Topics: voter ID rules, election procedures, voting rights, court injunctions

Summary

Background

Arizona voters approved Proposition 200 in 2004, requiring proof of citizenship to register and identification to vote on election day. The State set procedures allowing conditional provisional ballots that must be verified within five business days and permitting early voting without ID. The Attorney General precleared the changes under the Voting Rights Act in May 2005. Plaintiffs — Arizona residents, Indian tribes, and community groups — sued in 2006. The District Court denied a preliminary injunction on September 11 but did not issue findings until October 12. Meanwhile the Ninth Circuit’s two-judge motions panel, without giving reasons, enjoined enforcement on October 5 pending appeal.

Reasoning

The Supreme Court emphasized both the State’s interest in preventing voter fraud and voters’ interest in access to the ballot.
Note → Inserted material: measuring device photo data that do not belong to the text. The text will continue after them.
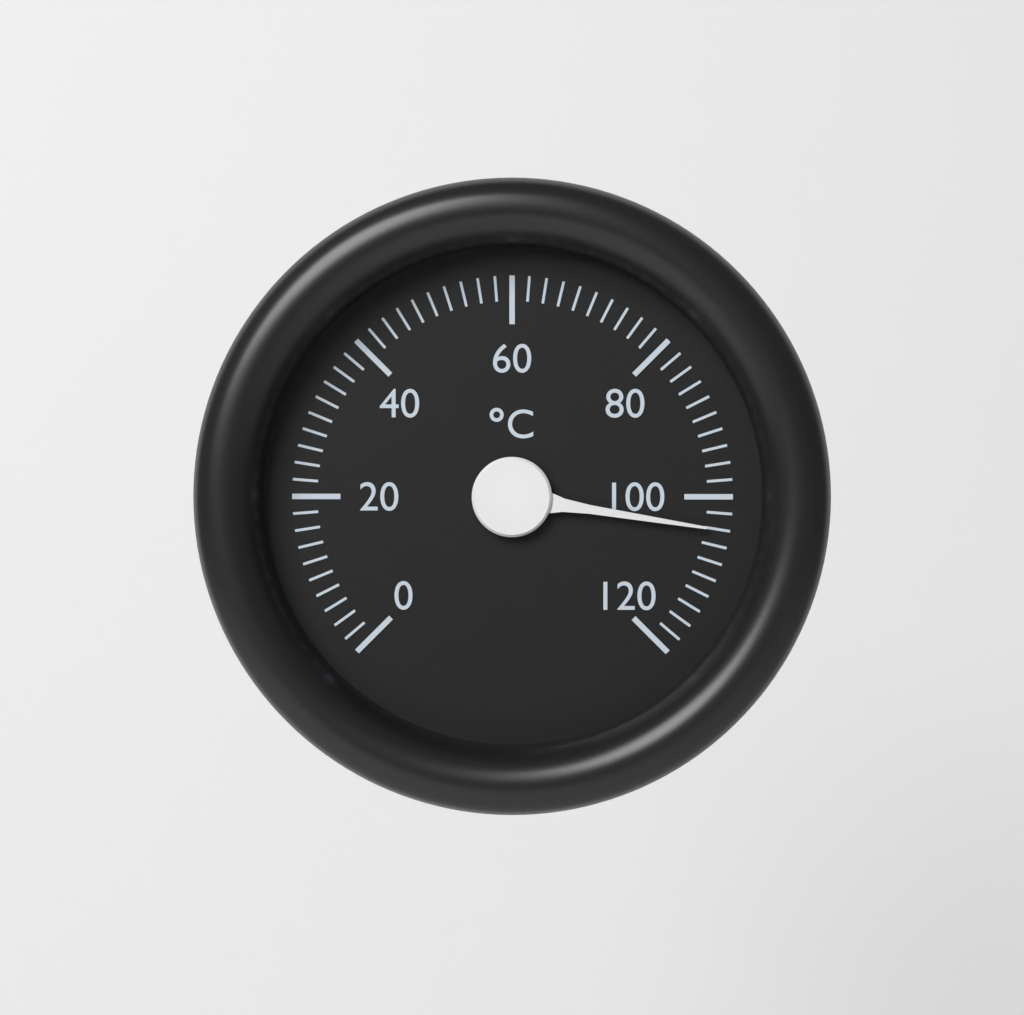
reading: 104 °C
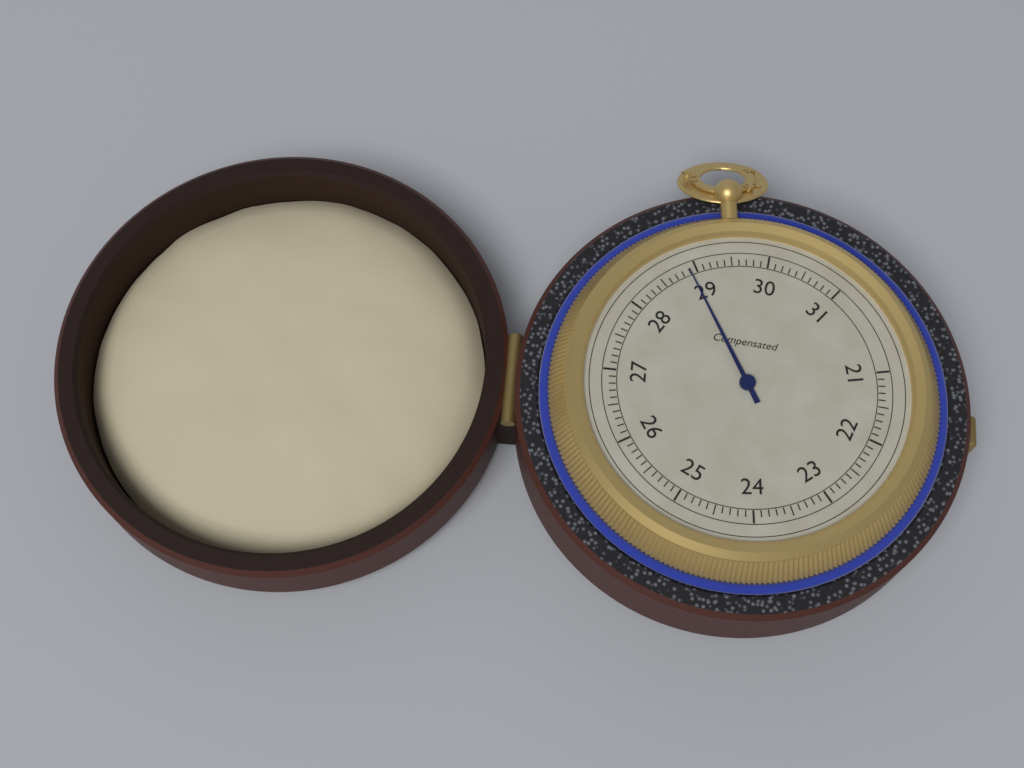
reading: 28.9 (no unit)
It said the Court of Appeals should have shown deference to the District Court’s role and provided reasoning before enjoining the law so close to an election. Because the appeals court issued a bare order without findings, this Court could not evaluate the ruling against the District Court’s later findings. The Supreme Court therefore granted the State’s filing, vacated the Ninth Circuit’s order, and sent the cases back for further proceedings while allowing the election to go forward.

Real world impact

The immediate effect is that Arizona’s identification rules remain in place for the upcoming election and voters will cast ballots under those procedures. The decision is not a final ruling on the law’s constitutionality; the legal challenge will continue and lower courts must develop a fuller factual record.

Dissents or concurrances

Justice Stevens concurred, stressing that letting the election proceed will produce better factual evidence about how many voters might be disenfranchised and how common voter fraud actually is.